Of course they had a lot of different ideas, so what? Physicists have a lot of different ideas about reality as well, but ultimately they consider as true ideas only those that can be expressed through math equations, and here, both a Chinese and Greek scientist would use the same syntax and so share absolutely the same vision - note, I mean vision.As I mentioned above, the Ancient Greeks had many different ideas about reality in this sense. The same observation can be made about philosophies recorded in Chinese, a language quite different from Greek. And if talking about the Far East, Chinese and Japanese are as different from each other as each is from English.
There are popular videos explaining things like relativity, space-time and causality and how time slows down near an object - and, while they tend to use the ordinary language, they anyway involve graphics which, in its dynamics, actually just follow the essence of the related equations - and so are using the same syntax but another "lexical elements" - instead of capital letters, they use images, and instead of operators, they use motion of these images, but, anyway they need the same operands and operators that are part of the equation.

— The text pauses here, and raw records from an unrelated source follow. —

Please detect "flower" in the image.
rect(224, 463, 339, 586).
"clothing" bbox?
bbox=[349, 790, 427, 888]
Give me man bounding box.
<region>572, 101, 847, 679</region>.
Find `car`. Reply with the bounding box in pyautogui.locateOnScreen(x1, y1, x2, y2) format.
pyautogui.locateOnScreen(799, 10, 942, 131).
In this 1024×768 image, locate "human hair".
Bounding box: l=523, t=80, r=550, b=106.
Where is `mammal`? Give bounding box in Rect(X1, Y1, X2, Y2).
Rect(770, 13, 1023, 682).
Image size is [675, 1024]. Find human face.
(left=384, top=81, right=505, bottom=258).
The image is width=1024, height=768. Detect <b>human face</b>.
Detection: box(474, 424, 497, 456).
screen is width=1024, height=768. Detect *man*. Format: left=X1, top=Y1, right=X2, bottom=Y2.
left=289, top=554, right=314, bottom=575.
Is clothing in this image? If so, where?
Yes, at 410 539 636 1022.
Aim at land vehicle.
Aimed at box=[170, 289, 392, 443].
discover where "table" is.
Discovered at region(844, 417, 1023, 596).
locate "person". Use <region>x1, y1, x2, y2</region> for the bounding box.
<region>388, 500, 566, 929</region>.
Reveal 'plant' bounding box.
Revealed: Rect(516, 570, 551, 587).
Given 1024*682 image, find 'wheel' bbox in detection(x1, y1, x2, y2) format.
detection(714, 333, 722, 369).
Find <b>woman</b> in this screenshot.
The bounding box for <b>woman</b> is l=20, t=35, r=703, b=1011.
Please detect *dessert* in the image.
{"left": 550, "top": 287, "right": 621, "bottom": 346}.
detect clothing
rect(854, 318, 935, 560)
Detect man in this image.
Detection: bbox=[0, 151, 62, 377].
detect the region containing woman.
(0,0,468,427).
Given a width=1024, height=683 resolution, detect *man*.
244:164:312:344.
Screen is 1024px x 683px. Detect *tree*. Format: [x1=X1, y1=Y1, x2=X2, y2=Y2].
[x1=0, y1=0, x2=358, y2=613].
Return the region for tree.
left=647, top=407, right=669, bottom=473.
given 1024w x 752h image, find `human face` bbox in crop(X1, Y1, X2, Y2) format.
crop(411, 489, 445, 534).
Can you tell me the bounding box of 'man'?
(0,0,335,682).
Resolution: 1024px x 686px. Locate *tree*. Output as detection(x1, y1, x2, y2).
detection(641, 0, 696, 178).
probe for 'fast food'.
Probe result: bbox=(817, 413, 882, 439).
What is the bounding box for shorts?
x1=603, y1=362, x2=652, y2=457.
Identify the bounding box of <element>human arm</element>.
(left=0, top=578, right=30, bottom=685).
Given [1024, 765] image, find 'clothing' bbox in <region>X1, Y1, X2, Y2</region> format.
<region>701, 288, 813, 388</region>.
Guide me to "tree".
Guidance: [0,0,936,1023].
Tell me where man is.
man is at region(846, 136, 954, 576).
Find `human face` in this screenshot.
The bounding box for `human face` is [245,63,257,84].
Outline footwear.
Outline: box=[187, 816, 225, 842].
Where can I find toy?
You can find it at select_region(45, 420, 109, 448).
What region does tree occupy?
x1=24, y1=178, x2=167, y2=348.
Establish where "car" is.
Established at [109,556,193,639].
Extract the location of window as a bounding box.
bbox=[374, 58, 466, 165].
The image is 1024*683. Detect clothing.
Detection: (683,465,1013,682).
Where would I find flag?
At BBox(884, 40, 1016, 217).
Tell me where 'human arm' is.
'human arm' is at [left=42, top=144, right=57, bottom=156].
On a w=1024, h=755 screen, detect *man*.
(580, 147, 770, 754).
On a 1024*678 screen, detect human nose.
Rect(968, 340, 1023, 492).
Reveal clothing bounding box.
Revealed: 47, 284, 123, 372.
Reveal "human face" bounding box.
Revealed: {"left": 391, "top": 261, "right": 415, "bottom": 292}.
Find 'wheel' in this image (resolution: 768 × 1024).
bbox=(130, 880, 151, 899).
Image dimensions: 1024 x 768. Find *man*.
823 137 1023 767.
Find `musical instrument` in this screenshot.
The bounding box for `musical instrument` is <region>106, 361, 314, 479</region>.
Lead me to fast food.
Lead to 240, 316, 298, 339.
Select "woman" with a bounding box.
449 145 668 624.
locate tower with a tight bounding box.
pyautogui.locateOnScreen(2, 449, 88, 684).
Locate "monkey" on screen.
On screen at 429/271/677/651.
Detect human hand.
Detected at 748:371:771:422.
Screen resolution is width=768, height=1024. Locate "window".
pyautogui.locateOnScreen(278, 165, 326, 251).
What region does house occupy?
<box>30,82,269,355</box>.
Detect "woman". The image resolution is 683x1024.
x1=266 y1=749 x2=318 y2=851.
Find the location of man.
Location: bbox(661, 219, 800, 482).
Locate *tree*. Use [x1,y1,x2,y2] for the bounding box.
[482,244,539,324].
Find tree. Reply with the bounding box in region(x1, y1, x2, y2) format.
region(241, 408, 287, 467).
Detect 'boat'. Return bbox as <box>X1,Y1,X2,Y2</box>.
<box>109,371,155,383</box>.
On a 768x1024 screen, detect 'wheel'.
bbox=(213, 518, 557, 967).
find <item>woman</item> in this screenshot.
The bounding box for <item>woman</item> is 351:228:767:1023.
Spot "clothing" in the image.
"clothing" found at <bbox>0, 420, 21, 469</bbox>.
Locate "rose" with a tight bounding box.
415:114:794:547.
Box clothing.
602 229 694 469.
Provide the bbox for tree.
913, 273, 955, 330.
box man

But somehow you can't do translation between two human languages using the same operands and operators. People can mean the same thing, but describe it in different way, which sometimes doesn't allow any element-wise translation: you bring it to the the analogy on the sentence level only, but every inside component of the structure is ignored - so maybe they do not mean the same thing?
The fact that English does not require you to distinguish between male and female neighbours does not mean that a native speaker cannot conceive of a neighbour as being male or female.
Well, I didn't mean they cannot, of course. But, they can leave it indefinite for the hearer/reader in communication - which makes me personally feel uncomfortable as I'm lacking an initial imagery to which my mind is accustomed, which like suggests that for an English speaker, that imagery is not that necessary.
I have worked a lot as a cabinet-maker, and when I used to visit some new friend of mine at their home, my attention immediately focused on the furniture, so I could tell many things about how it is made and so on. With that, I could to lose sight of the whole room, which could have something like interesting coloring of walls, or pictures on them, or curtains, or something else. Now suppose, that shortly after my entering the room I was invited to the table: there is no chance for me to notice all these things, as my mind is already occupied with the furniture details, and what comes the next is eating, drinking, talking, and after some time I am drunk and saying them goodbye.
They do, I believe. This doesn't mean that in the real world there are things that people speaking in some specific language are unable to see, or, they are the only ones who are able to. Rather they focus on one aspects of that thing and put other in the shade.One can make the same points about any aspect of grammar. English lacks classifiers, ergative alignment, evidential markers, inalienable possession marking and conjugating adjectives, amongst other features. Does anyone natively speaking a language with any of those features perceive the world differently from a native English speaker?